How to structure your gym week if you play rugby on Wednesdays and Saturdays
Midweek and weekend games? Welcome to the pain cave.
This schedule is common in uni leagues, development squads, and semi-pro rugby—but it’s a nightmare if you don’t plan your gym around it. Get it wrong and you’re either too sore to perform or not doing enough to stay strong.
Here’s how we structure the week to balance recovery, performance, and progress.
The problem: too much contact, not enough time
Two matches in five days means:
- Limited recovery windows
- High contact fatigue
- Risk of undertraining or overtraining
- No room for ‘junk’ sessions
You need focused, efficient gym work that supports your match schedule—not fights it.

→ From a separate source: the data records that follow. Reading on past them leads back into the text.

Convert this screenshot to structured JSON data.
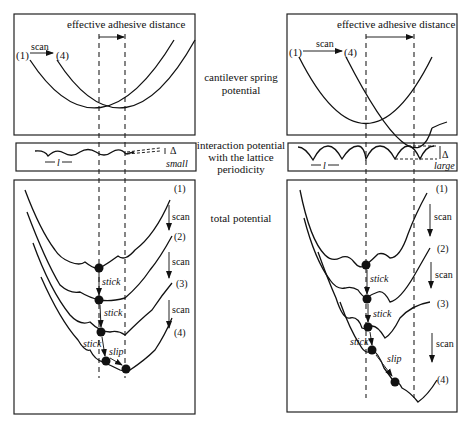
{
  "diagram": {
    "row_labels": {
      "top": [
        "cantilever spring",
        "potential"
      ],
      "middle": [
        "interaction potential",
        "with the lattice",
        "periodicity"
      ],
      "bottom": [
        "total potential"
      ]
    },
    "left_panel": {
      "header": "effective adhesive distance",
      "scan_label": "scan",
      "start_label": "(1)",
      "end_label": "(4)",
      "period_label": "l",
      "delta_label": "Δ",
      "amplitude_label": "small",
      "curve_labels": [
        "(1)",
        "(2)",
        "(3)",
        "(4)"
      ],
      "scan_arrows": [
        "scan",
        "scan",
        "scan"
      ],
      "annotations": [
        "stick",
        "stick",
        "stick",
        "slip"
      ]
    },
    "right_panel": {
      "header": "effective adhesive distance",
      "scan_label": "scan",
      "start_label": "(1)",
      "end_label": "(4)",
      "period_label": "l",
      "delta_label": "Δ",
      "amplitude_label": "large",
      "curve_labels": [
        "(1)",
        "(2)",
        "(3)",
        "(4)"
      ],
      "scan_arrows": [
        "scan",
        "scan",
        "scan"
      ],
      "annotations": [
        "stick",
        "stick",
        "stick",
        "slip"
      ]
    }
  }
}
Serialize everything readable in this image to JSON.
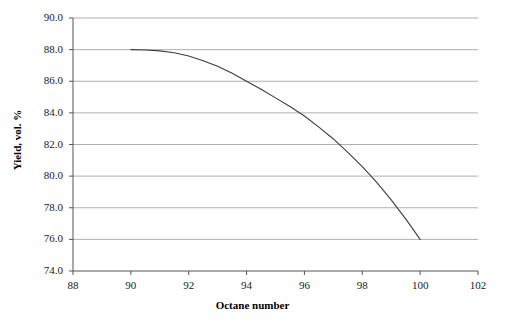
{
  "chart_data": {
    "type": "line",
    "title": "",
    "xlabel": "Octane number",
    "ylabel": "Yield, vol. %",
    "xlim": [
      88,
      102
    ],
    "ylim": [
      74.0,
      90.0
    ],
    "xticks": [
      "88",
      "90",
      "92",
      "94",
      "96",
      "98",
      "100",
      "102"
    ],
    "yticks": [
      "74.0",
      "76.0",
      "78.0",
      "80.0",
      "82.0",
      "84.0",
      "86.0",
      "88.0",
      "90.0"
    ],
    "grid": "horizontal",
    "legend": "none",
    "series": [
      {
        "name": "Yield vs octane number",
        "color": "#3d3d3d",
        "x": [
          90,
          90.5,
          91,
          91.5,
          92,
          92.5,
          93,
          93.5,
          94,
          94.5,
          95,
          95.5,
          96,
          96.5,
          97,
          97.5,
          98,
          98.5,
          99,
          99.5,
          100
        ],
        "y": [
          88.0,
          87.98,
          87.92,
          87.8,
          87.6,
          87.3,
          86.95,
          86.5,
          86.0,
          85.5,
          84.95,
          84.4,
          83.8,
          83.1,
          82.35,
          81.5,
          80.6,
          79.6,
          78.5,
          77.3,
          76.0
        ]
      }
    ]
  },
  "axes": {
    "x_title": "Octane number",
    "y_title": "Yield, vol. %"
  }
}
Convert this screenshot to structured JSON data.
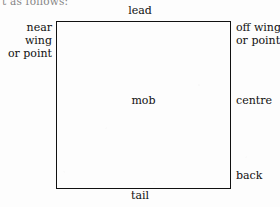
{
  "page": {
    "clipped_text_above": "t as follows:",
    "background_color": "#fdfdfd",
    "ink_color": "#111111"
  },
  "diagram": {
    "name": "mob-position-diagram",
    "shape": "rectangle",
    "center_label": "mob",
    "edges": {
      "top": "lead",
      "bottom": "tail",
      "left": "near wing\nor point",
      "right_top": "off wing\nor point",
      "right_middle": "centre",
      "right_bottom": "back"
    },
    "labels": {
      "lead": "lead",
      "tail": "tail",
      "near_wing": "near wing",
      "near_wing_alt": "or point",
      "off_wing": "off wing",
      "off_wing_alt": "or point",
      "centre": "centre",
      "back": "back",
      "mob": "mob"
    }
  }
}
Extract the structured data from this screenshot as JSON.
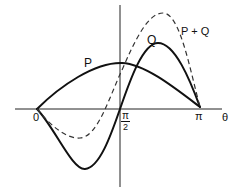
{
  "diagram": {
    "axis_label_theta": "θ",
    "ticks": {
      "zero": "0",
      "half_pi_num": "π",
      "half_pi_den": "2",
      "pi": "π"
    },
    "curves": [
      {
        "name": "P",
        "label": "P",
        "style": "solid"
      },
      {
        "name": "Q",
        "label": "Q",
        "style": "solid"
      },
      {
        "name": "P+Q",
        "label": "P + Q",
        "style": "dashed"
      }
    ]
  }
}
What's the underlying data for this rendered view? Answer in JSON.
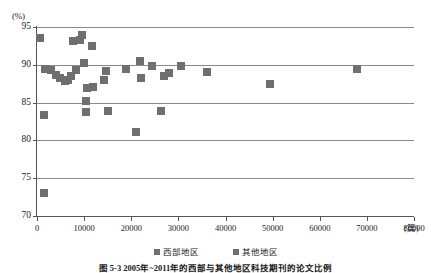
{
  "figure": {
    "caption": "图 5-3  2005年~2011年的西部与其他地区科技期刊的论文比例"
  },
  "legend": {
    "position": "bottom-center",
    "entries": [
      {
        "label": "西部地区",
        "color": "#6f6f6f",
        "marker": "square"
      },
      {
        "label": "其他地区",
        "color": "#6f6f6f",
        "marker": "square"
      }
    ]
  },
  "chart_data": {
    "type": "scatter",
    "title": "",
    "xlabel": "",
    "ylabel": "",
    "x_unit": "(篇)",
    "y_unit": "(%)",
    "xlim": [
      0,
      80000
    ],
    "ylim": [
      70,
      95
    ],
    "x_ticks": [
      0,
      10000,
      20000,
      30000,
      40000,
      50000,
      60000,
      70000,
      80000
    ],
    "y_ticks": [
      70,
      75,
      80,
      85,
      90,
      95
    ],
    "grid": "horizontal",
    "marker_color": "#6f6f6f",
    "series": [
      {
        "name": "西部地区",
        "points": [
          [
            700,
            93.6
          ],
          [
            1600,
            89.5
          ],
          [
            2900,
            89.3
          ],
          [
            4100,
            88.7
          ],
          [
            4900,
            88.2
          ],
          [
            5900,
            87.8
          ],
          [
            6600,
            88.0
          ],
          [
            7300,
            88.5
          ],
          [
            7700,
            93.2
          ],
          [
            8200,
            89.3
          ],
          [
            9100,
            93.3
          ],
          [
            9500,
            94.0
          ],
          [
            9900,
            90.3
          ],
          [
            11700,
            92.5
          ],
          [
            10600,
            86.9
          ],
          [
            10400,
            85.2
          ],
          [
            11900,
            87.0
          ],
          [
            14600,
            89.2
          ],
          [
            14200,
            88.0
          ],
          [
            15000,
            83.9
          ],
          [
            1500,
            83.3
          ],
          [
            10500,
            83.8
          ],
          [
            21000,
            81.1
          ],
          [
            1400,
            73.0
          ]
        ]
      },
      {
        "name": "其他地区",
        "points": [
          [
            18900,
            89.5
          ],
          [
            21800,
            90.5
          ],
          [
            22100,
            88.3
          ],
          [
            24300,
            89.8
          ],
          [
            27000,
            88.5
          ],
          [
            28100,
            88.9
          ],
          [
            30500,
            89.8
          ],
          [
            36000,
            89.1
          ],
          [
            49500,
            87.5
          ],
          [
            68000,
            89.4
          ],
          [
            26300,
            83.9
          ]
        ]
      }
    ]
  }
}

The goal: maintain strength, stay fresh, avoid overload
Forget PRs or long hypertrophy blocks during this period. Your gym plan should:
- Prioritise quality over quantity
- Focus on neural (not muscular) fatigue
- Maintain key qualities like strength, power, and joint control
- Support injury prevention (not cause more niggles)
Sample rugby gym structure: 2 quality sessions
Here’s how we’d build your week inside CURVA if you play Wednesday + Saturday:
Monday – Primer + Mobility
- Light full-body movement prep
- Power primers (jumps, med ball throws, light barbell work)
- Mobility work for hips, spine, and shoulders
Goal: prep for Wednesday match without adding fatigue.
Thursday – Strength Maintenance
- Upper body push/pull (moderate load, low volume)
- Lower body power (trap bar jumps, light cleans, jumps)
- Core + prehab (shoulders, hamstrings, knees)
Goal: maintain key lifts without carrying fatigue into Saturday.
If you’re too beat up post-Wednesday, push this to Friday and scale it down.
Bonus: daily micro-dose recovery
Between games, your biggest wins come from small habits:
- 15 mins of mobility post-match and next day
- Low-intensity flush work (bike or walk)
- Targeted soft tissue (glutes, quads, adductors)
- Sleep, food, hydration—boring but undefeated
What CURVA does differently
Most apps just give you a 4-day split and hope for the best.
We factor in:
- Your match schedule
- Your position and playing style
- Contact volume and fatigue
- Real recovery time
So your training works with your rugby—not against it.
The takeaway
When you play twice a week, every session has to earn its spot.
You don’t need more gym time—you need the right structure, in the right places, at the right time.
That’s how you stay strong, stay sharp, and stay on the pitch.
Ready to take your training to the next level?
Download CURVA Coach and get personalized strength & conditioning plans, track your progress, and access expert guidance—all in one app.